Remembering the remarkable lives of Barry Dickins, Pat Oliphant, Sam Neill and Derryn Hinch
Tony Wright
Unfortunately, it is the season of losing great characters from art, media and our lives.
Melbourne playwright, author, artist, actor, teacher and humorist Barry Dickins died on Monday, July 13.
Australian-born Pat Oliphant, who was for decades one of the world’s most influential cartoonists, died on the same day at his home in Santa Fe, United States.
Dickins, 76, and Oliphant, 90, feature in last week’s list of extraordinary lives, along with much-loved actor Sam Neill, 78, and combative journalist and former senator Derryn Hinch, 82.
Oliphant, who was born in Adelaide, attended News was in Adelaide when he was young and Advertiser Before moving to the United States in 1964, the young man quickly gained a large and admiring audience for his distortions of politicians and presidents.
He won the Pulitzer Prize for Editorial Cartooning in 1967, but protested that the jury chose the cartoon based on its subject, the Vietnam War, rather than the quality of the work.
He declined to be considered again for the award, but by the 1980s he was reportedly the world’s most syndicated cartoonist, with his daily offerings appearing in more than 500 publications in the US and around the world.
in 1990 New York Times Magazine He declared Oliphant “the most influential editorial cartoonist currently working.”
Born into a working-class family in Reservoir, Barry Dickins never left his hometown and wrote passionately and at length about the “Roy Boys”, his favorite football team, Fitzroy.
He had been a fixture in Melbourne’s literary and arts scene ever since he was swept up in the “new wave” of Australian theater in the late 1960s and 1970s, fueled by the La Mama theater in Carlton and the Pram Factory.
His first play was a translation of Henrik Ibsen. ghosts, It was performed at La Mama in 1974. His first role as an actor was in Barry Oakley’s film at Pram Factory in 1978. Ship’s Whistles. In addition to 50 plays, he wrote numerous essays, children’s books and opinion pieces; most of these Age And Market Age.
his game, Remember Ronald Ryan Dramatizing the life and death of the last man hanged in Victoria, the film won the 1995 Victorian Premier’s Literary Award.
He taught English and creative writing in Melbourne primary and secondary schools for 41 years and was a talented painter who made a habit of giving his work away to friends and admirers.
He had many roles in movies.
His son Louis wrote this week about his father’s portrayal of a “crazy, free-thinking postman” in Paul Cox’s beautiful and dreamy arthouse film: Man of Flowers (1983).

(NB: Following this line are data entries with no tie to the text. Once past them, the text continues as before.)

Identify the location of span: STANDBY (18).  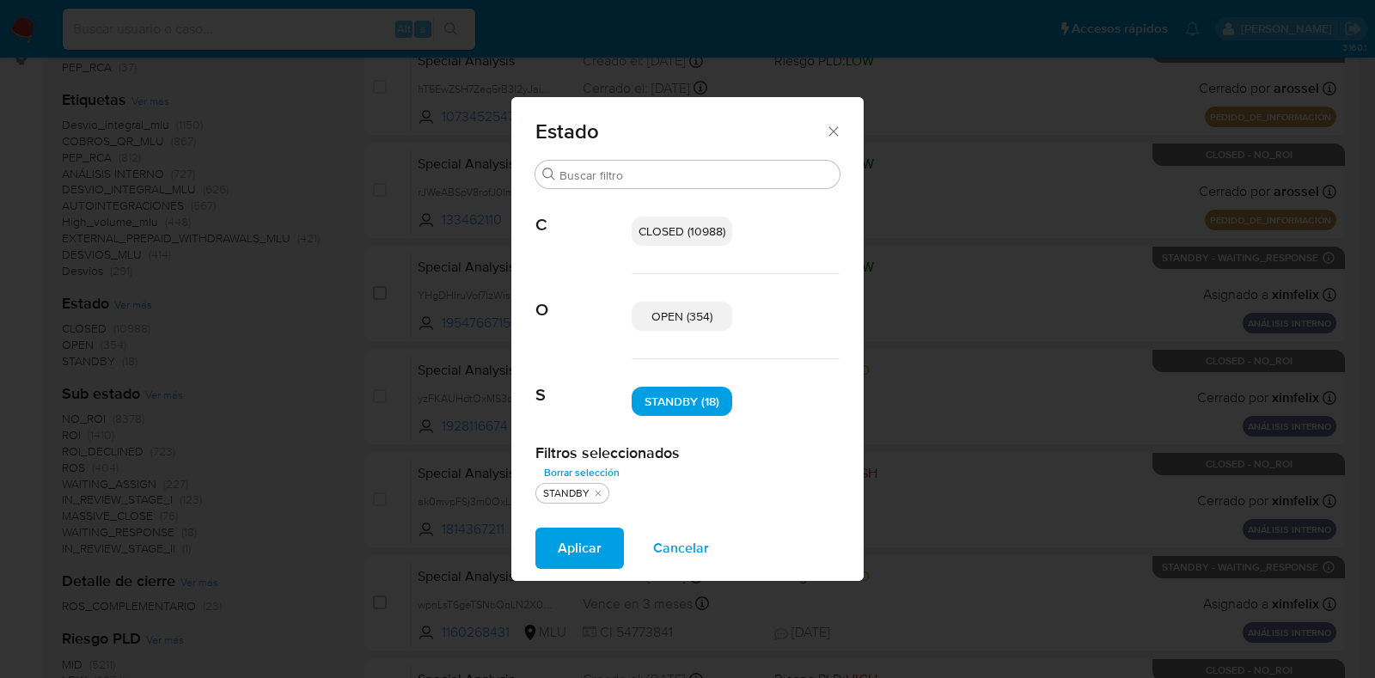
(681, 401).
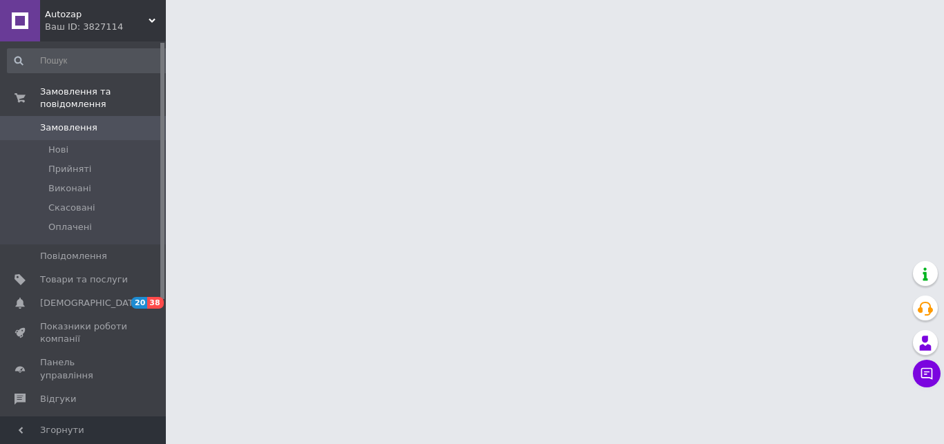 The width and height of the screenshot is (944, 444). I want to click on span: Нові, so click(58, 150).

Louis Dickins wrote: “His joie de vivre and creativity shine on the screen and almost sum up who he is: an eccentric, theatrical and loving man, determined to enlighten people.” wrote Louis Dickins.
“He was a storyteller, a provocateur, a gentleman and a loving man.”
Dickins lived with depression and spent his final years in a care home, but Louis recalled that the best times he spent with his father were “bombing the town in his beat-up Corolla” and “spending carefree days in the Carlton baths, infuriating the lifeguards”.
He also angered and embarrassed the police Market Age In 2015, Carlton made a formal complaint to the police after writing a scathing article about a strip search on Lygon Street.
A judge found him guilty of making a false report and said: “Mr Dickins, for reasons I cannot really understand, fabricated a number of facts that were not true.”
But judge John O’Callaghan declared Dickins “an outstanding Australian citizen” of exemplary character and granted Dickins a 12-month good behavior bail without any conviction.
Oliphant retired from the world in 2015 and went home to Santa Fe, but when Donald Trump became US president the following year, he couldn’t resist publishing his last two cartoons.
A 2017 photo depicted Trump as a childish member of the Hitler Youth and asked his then-chief adviser Steve Bannon what he thought of his outfit.
Australians like Oliphant and Dickins and New Zealand adoptees like Sam Neill and Derryn Hinch have always enjoyed puncturing the arrogance of the powerful. Increasingly.